I will also tell you that it's still one of the best.

And the impact it had on me to obey the summons of Jesus and make the choice to truly become His disciple - even though I had already known Him almost all my life - is everlasting. Every day, my thoughts, my choices, my purposes, and my vision are what they are because of that decision.

I encountered my God that year. I grew and flourished in His character even while I was harshly pruned by His love. I learned how to study His Word on my own, with total confidence that I can know Him deeper every day through its contents. Because of this, I am still growing - still flourishing - still being pruned. And I am still bearing the fruit of it.

When Jesus says to you, "Follow Me" (and He will) - it is worth it to obey. Whatever the cost.

And once you do, He'll call you again - and again - and again, ever higher and deeper into His love, ever further into His story, ever closer to His heart.

But don't just take my word for it. The Bible is bursting with stories that proved this truth thousands of years before you or I ever breathed.
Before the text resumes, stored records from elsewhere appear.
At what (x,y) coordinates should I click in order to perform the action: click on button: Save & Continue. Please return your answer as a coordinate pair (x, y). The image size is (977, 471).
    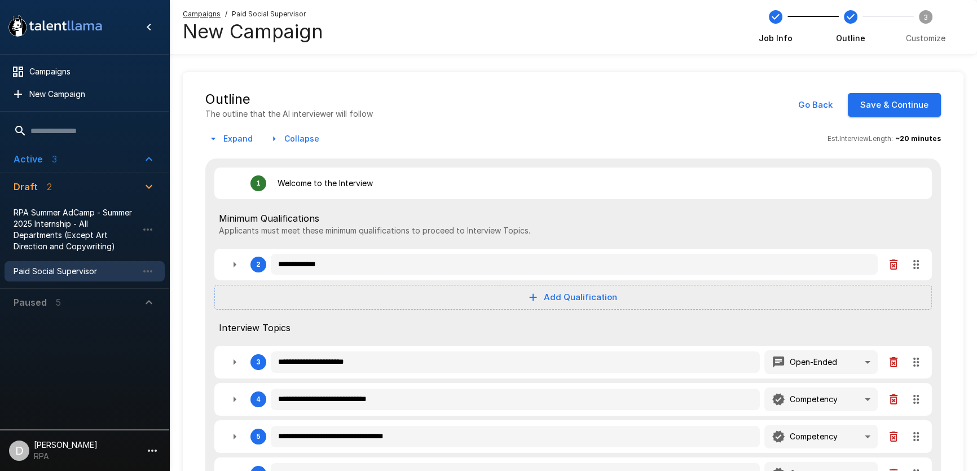
    Looking at the image, I should click on (894, 105).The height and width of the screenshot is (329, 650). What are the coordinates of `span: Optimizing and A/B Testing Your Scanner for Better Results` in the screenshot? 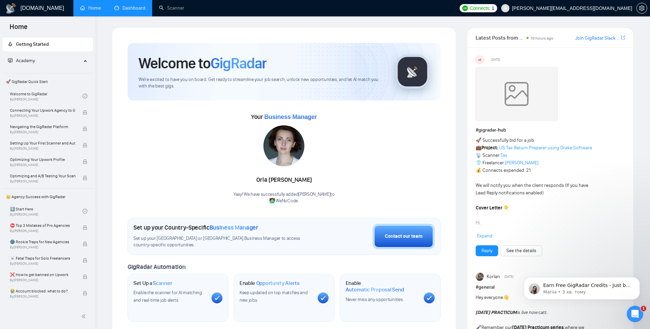 It's located at (43, 176).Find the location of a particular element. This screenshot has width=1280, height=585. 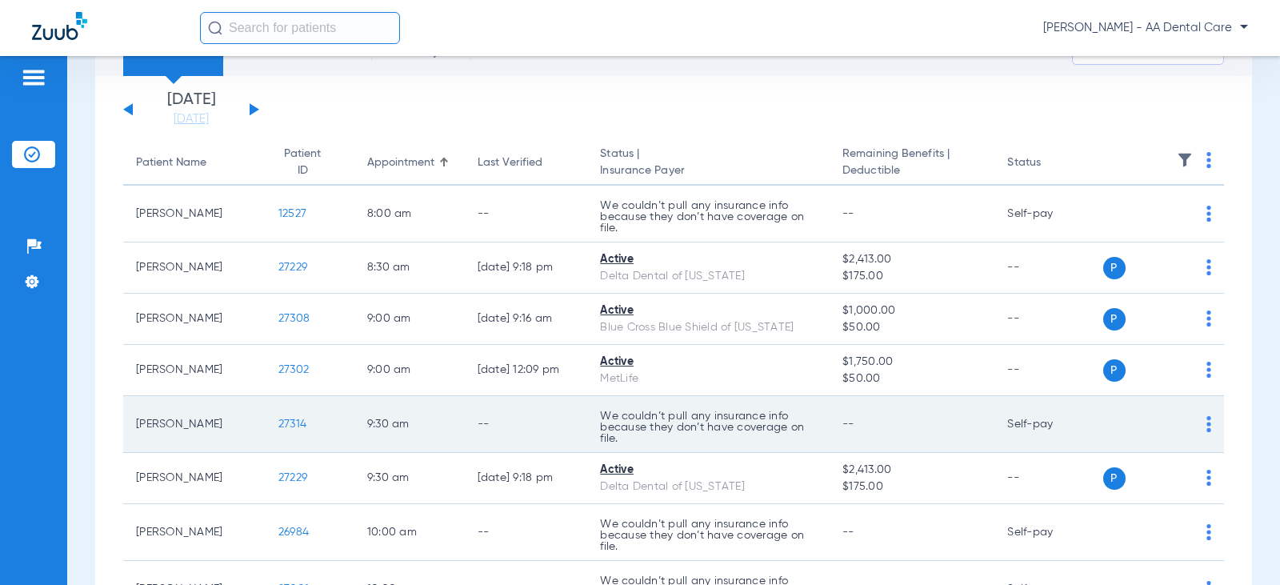

td: 8:00 AM is located at coordinates (409, 214).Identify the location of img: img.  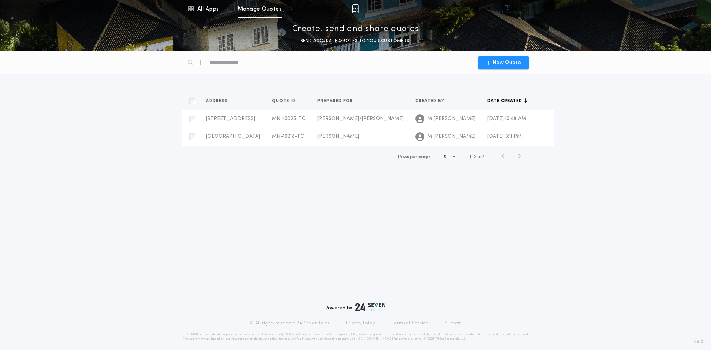
(355, 9).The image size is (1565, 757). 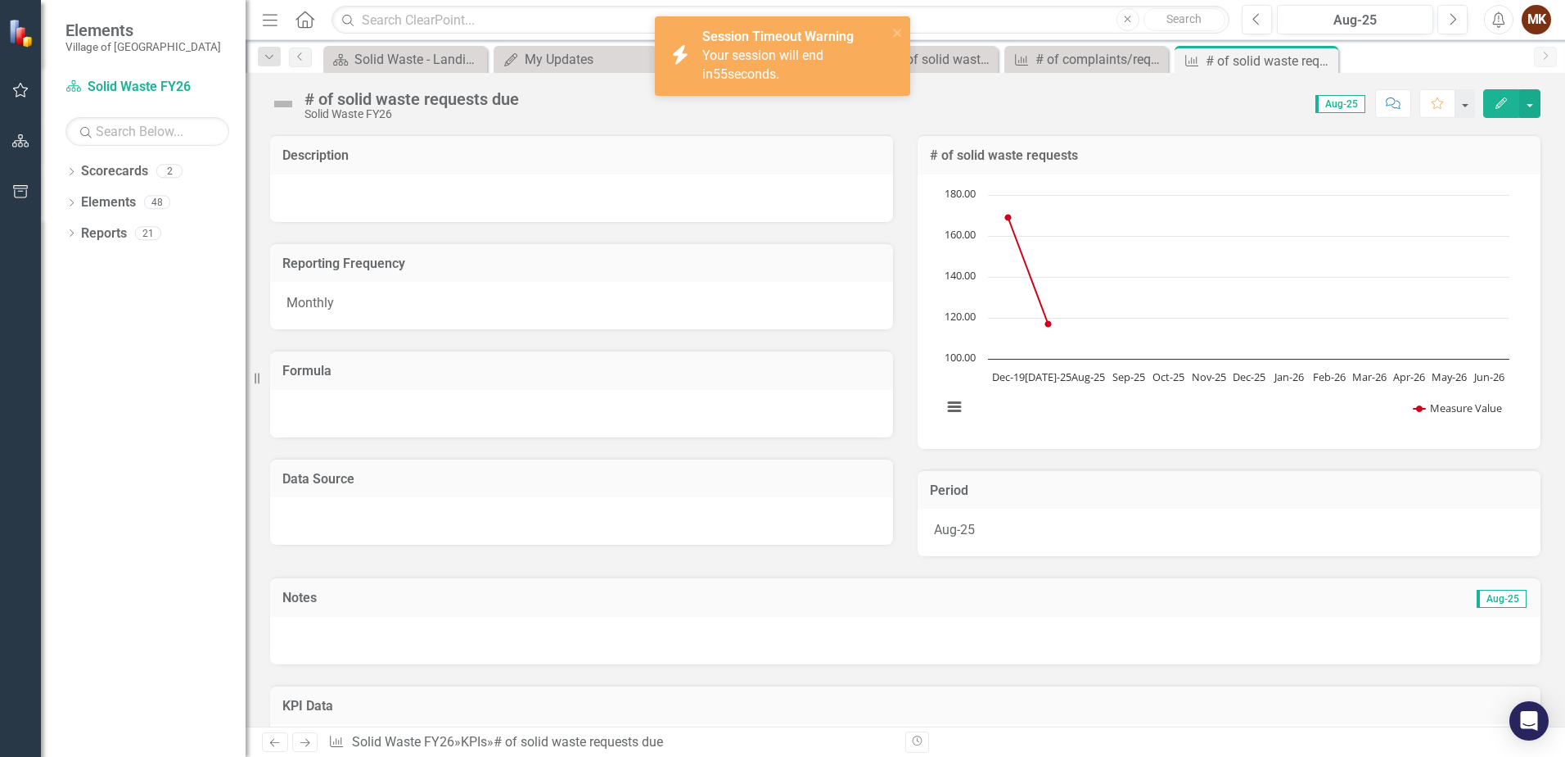 I want to click on a: Scorecards, so click(x=115, y=171).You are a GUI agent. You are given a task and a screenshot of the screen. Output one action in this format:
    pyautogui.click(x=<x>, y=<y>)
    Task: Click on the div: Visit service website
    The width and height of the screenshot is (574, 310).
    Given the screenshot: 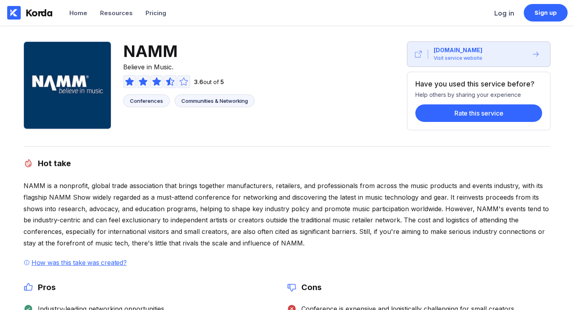 What is the action you would take?
    pyautogui.click(x=458, y=58)
    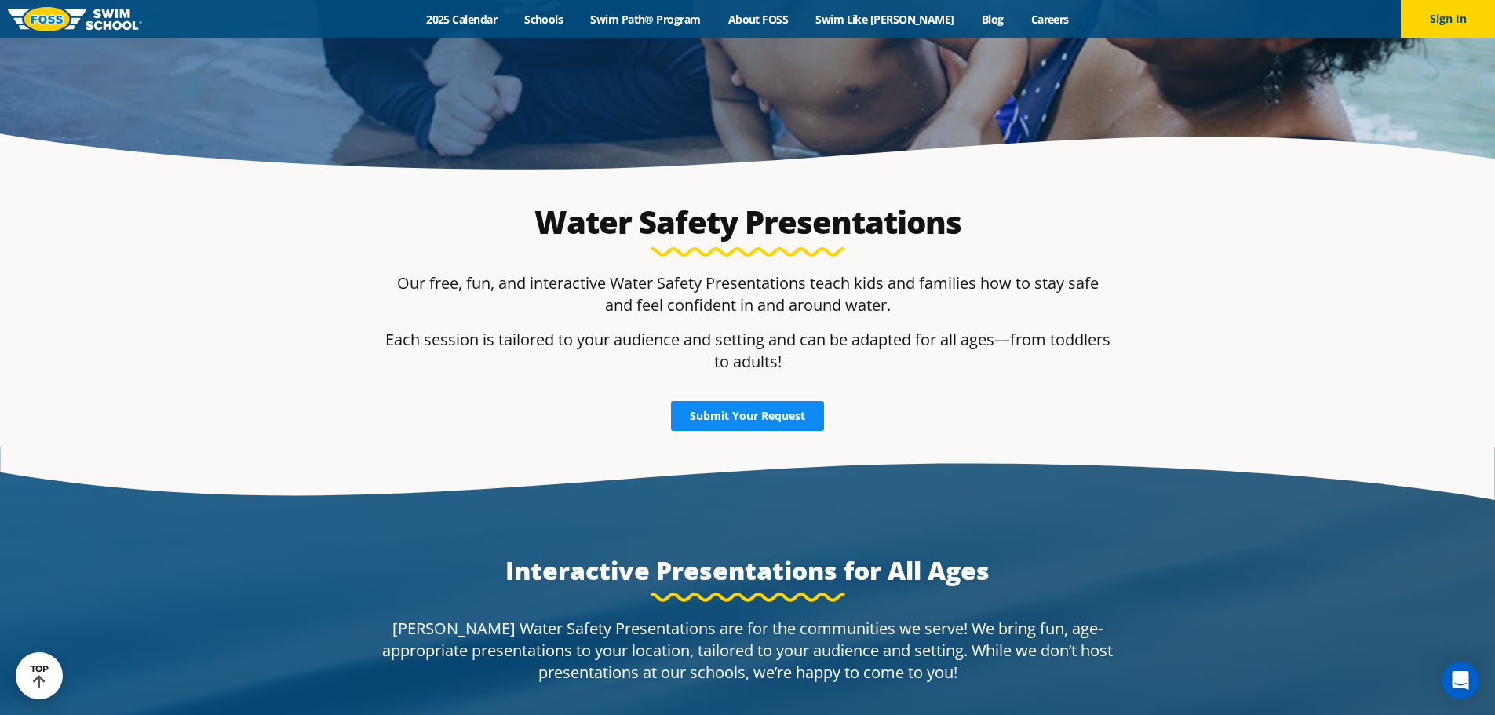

Noah, Abraham, Isaac, Jacob, Joseph, Moses, Joshua, Gideon, Ruth, Hannah, Samuel, David, Esther, Daniel - and I have not even begun to name the disciples who followed Jesus' literal call to lay down their nets and follow Him!

I thank God for inviting me to join Him on this hard, beautiful road six years ago. Along the way, He has showed me who He is, and who He is truly changes everything.

When Jesus says to you, "Follow Me" (and He will) - it is worth it to obey. Whatever the cost.